Identity and Conformity

Boy Scouts (straight, white, males). Noticing homophobia and sexism. Karsten’s social group: knew they were headed to college

0:34

Identity: Individualism and Adolescence

Forming identity and defining yourself in relation to the males around you. Figuring out who you DON’T want to be.

0:38

Activism

Karsten began to define himself as an activist when he arrived at college. He saw the power of putting moral commitments into action and discovering the power of righteous action and belief.

0:41

Where You Live

We discuss the ways in which the country’s geography defines culture and how cultural and political identity is related to where you live.

0:44

Not The Way to Learn Geography.

Maps and the Visualizing the Earth

Karsten was a Geography major in college.
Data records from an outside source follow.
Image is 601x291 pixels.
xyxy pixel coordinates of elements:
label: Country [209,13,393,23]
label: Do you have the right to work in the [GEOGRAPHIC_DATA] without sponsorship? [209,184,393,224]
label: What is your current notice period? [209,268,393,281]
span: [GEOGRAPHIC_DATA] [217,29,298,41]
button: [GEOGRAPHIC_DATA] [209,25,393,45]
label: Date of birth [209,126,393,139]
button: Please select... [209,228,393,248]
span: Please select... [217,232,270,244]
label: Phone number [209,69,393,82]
Karsten chose the strand that focused on “Social Geography” part sociology, part environmental science, part demography.

0:49

Karsten’s Work: Energy

Karsten is a program manager at an electric and gas company serving the northeast.

Reducing Carbon Emissions — Biden’s Statement on 2030

California, Massachusetts and Texas are all deregulated electricity markets. Where Texas went wrong — -they went further with deregulation and didn’t take weather-proofing precautions and other areas.
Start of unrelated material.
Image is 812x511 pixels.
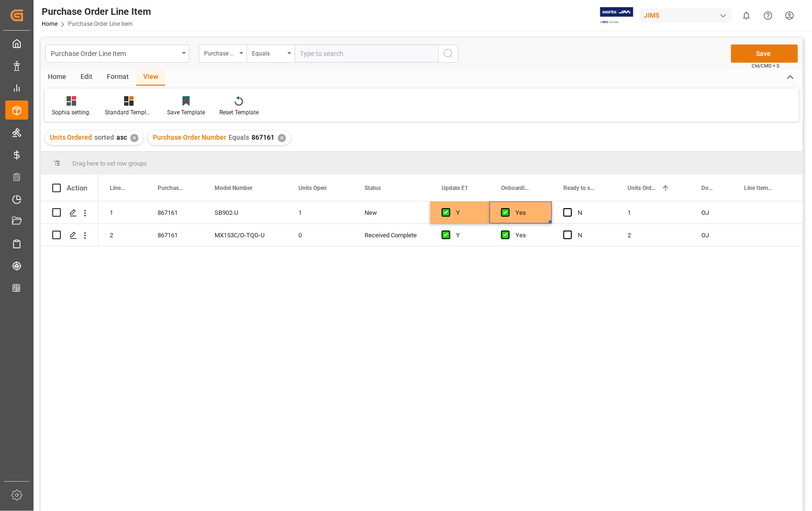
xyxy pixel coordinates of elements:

Q. How do we talk about the environment with urgency without overwhelming the common person who feels like the problem is impossible and the climate crisis and the impending issues we face are inevitable?

Karsten appreciates the way the Biden administration is framing the argument as a genuine crisis that we can deal with in terms of jobs, infrastructure and equity.

Urgency and Commitment

Karsten, on the climate crisis: “It requires us to realize that things are not on track until they are indeed on track.”

1:06

Sustaining Justice Movements: Optimism Plus Realism Plus Rejuvenation

Jonah: When you’re talking about the optimism required to go forward, it makes me think about all justice movements. Whether its climate or racial justice, small victories matter, but we can never relax. We have to embrace and celebrate those small victories…and yet, to think we’ve accomplished anything is foolish. You have to sustain yourself and each other and you have to connect to others.
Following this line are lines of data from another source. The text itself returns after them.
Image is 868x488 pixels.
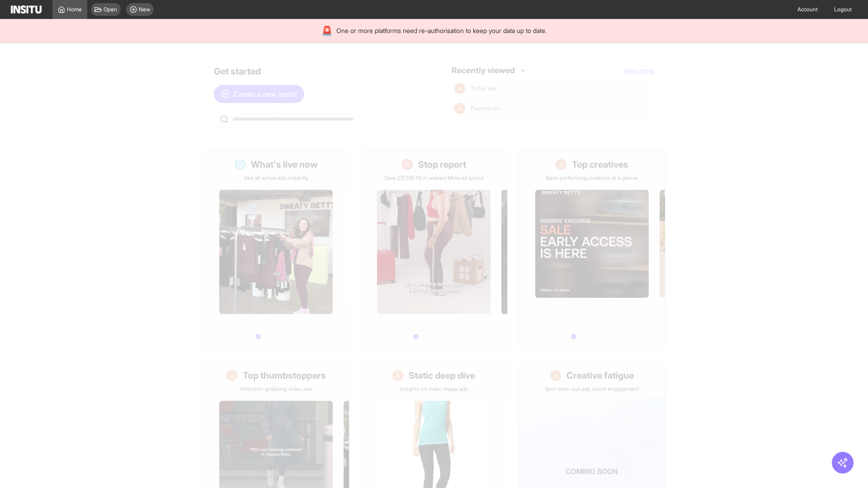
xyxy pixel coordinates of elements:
div: 🚨 [321,24,333,37]
span: One or more platforms need re-authorisation to keep your data up to date. [337,26,547,35]
span: Home [67,6,82,13]
img: Logo [11,5,42,13]
span: New [139,6,150,13]
span: Open [104,6,117,13]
I was teaching an article that explained the results of the Chauvin trial the other night. We read the article and I was trying to get them to understand that this was not exactly a victory, but it was a necessary result and it shows some measure of justice and police accountability. That relief is necessary and that celebration of justice is necessary. And yet…police reform has never been more urgent. This is a tiny victory in a sea of problems.

The same is true of climate. Whether it’s Standing Rock and protesting a pipeline, or whether it’s about our 2030 emissions goals, we have to focus as much on 2022 as 2030.”

Karsten: “I became a Geography major instead of an Environmental Science major because, to me, the Environmental Science picture always kept the people out, or weren’t focused enough on social solutions. Whereas where we are pointed now, we’re more focused on creating durable policy frameworks and durable energy systems that can be sustained over time to protect the natural world and the future of our own livability.

Parenting

Karsten loves searching for tadpoles in the meadow with his young boys. They go on adventures!

Having a four year-old means that patience tests abound. Being inside so often over the last year has added layers of frustration and Karsten sometimes recognizes his own lack of patience at times when he sees his little boy get frustrated.

Having a second child: everything is more familiar. Watching them and the bond that they’ve formed is miraculous. Potty training is easier. Sometimes, Karsten has to remind himself to spend more time with his younger son.

1:16

Appreciations

***

Organizations to Support Justice

Donate to the Indigenous Environmental Network www.ienearth.org

Donate to the Sunrise Movement www.sunrisemovement.org

Donate to Fair Fight www.fairfight.com

Donate to the Equal Justice Initiative https://eji.org

--

--

Jonah Hall

Jonah Hall makes Jonah Asks, a podcast about being human. Conversation-interviews with friends and friends of friends about how to live on Earth in 2020.